Another good option: pay a free-lance artist (or even an art-college student) to design the logo, with a clear contract saying there will be no royalties.
As others have noted, the music labels are in the business of charging royalties and it's stupid for one to step on a licensing landmine like this.
lf(1): it's like ls(1) but sorts filenames by extension, tersely
Well to be fair, the statement was not factually incorrect, just completely misleading. Maybe naughtynaughty is the login of one DJT?
Guns don't kill people; Physics kills people! - John Lithgow as Dick Solomon on Third Rock From The Sun
Iirc, while a font (the .TTF file with the instructions for the computer on how to draw the font) can be copyrighted, a typeface (the visual representation of the font) cannot...
So unless they were including the TTF files as part of digital downloads, they may be in the clear?
https://torrentfreak.com/tvadd...
by TheSpoom (715771) Uncaring Linux user here. I have nothing to add to this but please continue. *munches popcorn*
Why shouldn't a font by copyrightable just like any form of image?
Ok so I looked it up and yes fonts are not copyrightable in the US which is different from how it works over here in Europe.
On using the software.
The designer maybe created it as a work for hire - they can't control what Universal does afterward. What Universal did with the generated image is governed by copyright law. I really think these font makers have some impossible terms in their license.
I'm sure it was already licensed for "commercial use" but font companies decide that there's something like "bigger commercial use" that this would have fallen under. Since Universal only used the generated images, I'm not sure how they're in any violation of the software license purchased by the designer.
It depends on the exact nature of their relationship with the designer. Without access to the contracts we have no way to know.
I browse on +1 so AC's need not respond, I won't see it.
Ha, yeah, I made sure I checked to see what country the case was filed in first :)
W..w..W - Willy Waterloo washes Warren Wiggins who is washing Waldo Woo.
It is a font, of course it can be justified. It could also be aligned left, center or right.
Under US copyright law, the "strike" (image) of a font can not be copyrighted. Computer outline fonts can be copyrighted because the outlines are considered a computer program, even more so when there is hinting. Note that this copyright is on the specific outlines of a font. If you make a clone that looks the same, it will likely at least have fractionally different coordinates, and even the curves are likely to be subtly different.

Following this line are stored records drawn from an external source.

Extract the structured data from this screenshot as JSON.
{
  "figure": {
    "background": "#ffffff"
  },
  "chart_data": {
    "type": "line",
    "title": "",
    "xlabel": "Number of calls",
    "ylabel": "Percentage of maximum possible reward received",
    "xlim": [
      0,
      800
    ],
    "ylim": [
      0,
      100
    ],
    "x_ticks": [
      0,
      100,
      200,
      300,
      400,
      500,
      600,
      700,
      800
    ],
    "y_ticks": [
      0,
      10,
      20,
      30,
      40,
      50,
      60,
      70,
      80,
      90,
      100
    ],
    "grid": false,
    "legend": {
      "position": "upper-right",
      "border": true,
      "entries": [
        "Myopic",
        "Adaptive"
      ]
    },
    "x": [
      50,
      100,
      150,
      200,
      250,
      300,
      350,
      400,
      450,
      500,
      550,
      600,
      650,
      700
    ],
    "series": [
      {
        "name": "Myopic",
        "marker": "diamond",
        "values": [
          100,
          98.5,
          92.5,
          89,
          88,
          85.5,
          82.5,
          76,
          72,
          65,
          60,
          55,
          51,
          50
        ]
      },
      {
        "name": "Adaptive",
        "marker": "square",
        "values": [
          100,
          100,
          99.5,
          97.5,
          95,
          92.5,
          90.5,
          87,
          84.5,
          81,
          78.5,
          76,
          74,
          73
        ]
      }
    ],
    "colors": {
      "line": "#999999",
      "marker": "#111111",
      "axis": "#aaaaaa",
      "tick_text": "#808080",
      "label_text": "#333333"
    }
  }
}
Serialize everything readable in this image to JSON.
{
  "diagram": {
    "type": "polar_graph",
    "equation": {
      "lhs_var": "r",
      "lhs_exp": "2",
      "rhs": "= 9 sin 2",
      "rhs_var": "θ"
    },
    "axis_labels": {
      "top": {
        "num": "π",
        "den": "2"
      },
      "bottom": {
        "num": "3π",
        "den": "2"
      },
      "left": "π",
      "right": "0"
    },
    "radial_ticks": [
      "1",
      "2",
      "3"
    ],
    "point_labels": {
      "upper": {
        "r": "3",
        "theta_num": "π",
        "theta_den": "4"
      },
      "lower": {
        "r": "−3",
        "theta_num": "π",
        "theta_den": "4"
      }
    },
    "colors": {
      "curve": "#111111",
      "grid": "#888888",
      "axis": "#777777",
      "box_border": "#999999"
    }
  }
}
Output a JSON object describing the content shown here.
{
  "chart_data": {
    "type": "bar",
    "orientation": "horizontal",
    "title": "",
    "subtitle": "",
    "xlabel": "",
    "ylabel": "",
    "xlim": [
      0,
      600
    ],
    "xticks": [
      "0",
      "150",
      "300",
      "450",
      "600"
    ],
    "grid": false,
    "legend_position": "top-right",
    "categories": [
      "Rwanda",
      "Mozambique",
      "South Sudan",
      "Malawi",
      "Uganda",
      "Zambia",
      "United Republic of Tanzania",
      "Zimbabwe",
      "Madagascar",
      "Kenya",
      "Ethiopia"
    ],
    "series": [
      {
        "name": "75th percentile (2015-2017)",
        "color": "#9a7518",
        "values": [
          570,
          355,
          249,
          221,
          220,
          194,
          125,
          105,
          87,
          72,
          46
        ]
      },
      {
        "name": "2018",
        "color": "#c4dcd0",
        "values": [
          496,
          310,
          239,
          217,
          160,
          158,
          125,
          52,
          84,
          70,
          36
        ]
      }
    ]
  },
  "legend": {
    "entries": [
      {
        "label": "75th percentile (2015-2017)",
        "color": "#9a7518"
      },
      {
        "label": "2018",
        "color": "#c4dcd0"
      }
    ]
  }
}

On the other hand, font names are trademarked, so you can't just use the "usual" name of a font to sell a clone of it.
#naabhaprzrag, #sverubfr-000, #agi-fcbafberq, negvpyr[pynff*=' negvpyr-ary-'] { qvfcynl: abar !vzcbegnag; }
They have no case. Fonts are not copyrightable. Only font files.

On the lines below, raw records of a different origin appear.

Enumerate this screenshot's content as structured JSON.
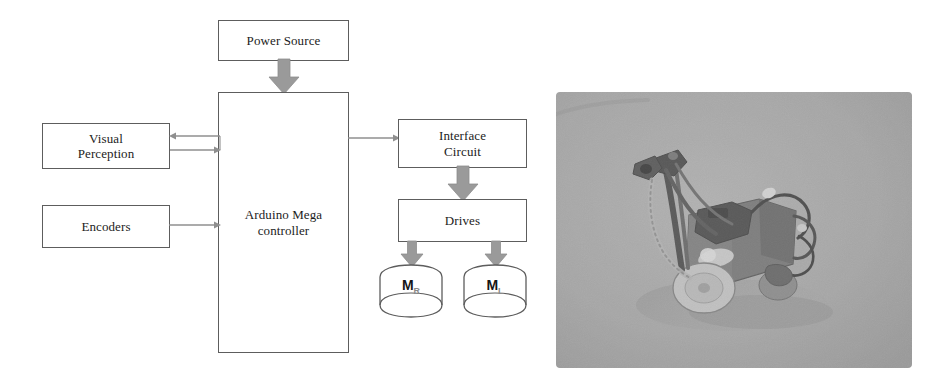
{
  "figure": {
    "kind": "system-block-diagram-with-photo",
    "background_color": "#ffffff",
    "box_border_color": "#5d5d5d",
    "arrow_color": "#9a9a9a",
    "text_color": "#1c1c1c"
  },
  "diagram": {
    "blocks": {
      "power_source": "Power Source",
      "controller": "Arduino Mega\ncontroller",
      "controller_line1": "Arduino Mega",
      "controller_line2": "controller",
      "visual_perception_line1": "Visual",
      "visual_perception_line2": "Perception",
      "encoders": "Encoders",
      "interface_circuit_line1": "Interface",
      "interface_circuit_line2": "Circuit",
      "drives": "Drives",
      "motor_right_base": "M",
      "motor_right_sub": "R",
      "motor_left_base": "M",
      "motor_left_sub": "L"
    },
    "connectors": [
      {
        "name": "power-to-controller",
        "style": "block-arrow",
        "direction": "down"
      },
      {
        "name": "controller-to-visual-perception",
        "style": "thin-arrow",
        "direction": "left"
      },
      {
        "name": "visual-perception-to-controller",
        "style": "thin-arrow",
        "direction": "right"
      },
      {
        "name": "encoders-to-controller",
        "style": "thin-arrow",
        "direction": "right"
      },
      {
        "name": "controller-to-interface-circuit",
        "style": "thin-arrow",
        "direction": "right"
      },
      {
        "name": "interface-circuit-to-drives",
        "style": "block-arrow",
        "direction": "down"
      },
      {
        "name": "drives-to-motor-right",
        "style": "block-arrow",
        "direction": "down"
      },
      {
        "name": "drives-to-motor-left",
        "style": "block-arrow",
        "direction": "down"
      }
    ]
  },
  "photo": {
    "subject": "mobile robot prototype with camera mast on grey background",
    "background_color": "#a8a8a8"
  }
}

Instead of using people's tax dollars for courts, can't they just settle on a shared profit percentage??
Fonts, scents, colors, the rules to games, there's a whole list of stuff you can't copyright. The rules were probably laid down during the "British copyright don't apply in America" stage, early on, to screw over particular English vendors.
Socialism: a lie told by totalitarians and believed by fools.
it's not shit, it's coded instructions for a sleeper cell.
lucm, indeed.
and what specific kind it was doesn't matter.
If you are a lawyer, you are pretty terrible. Of course the type matters.
conflating typefaces with the pirated computer code which was used to create them in this case,
I'm not "conflating" anything. In the US, fonts are not subject to copyright. Only the fact that they are computer fonts with some aspects of computer code lets them have any protection at all. It is completely legal to make a clone of any font you want. This is nothing like a DVD movie, and so that comment deserves ridicule.
W..w..W - Willy Waterloo washes Warren Wiggins who is washing Waldo Woo.
This lawsuit is asking the courts to apply that case law to this situation and determine if it applies, how it applies, and necessary reparations if any.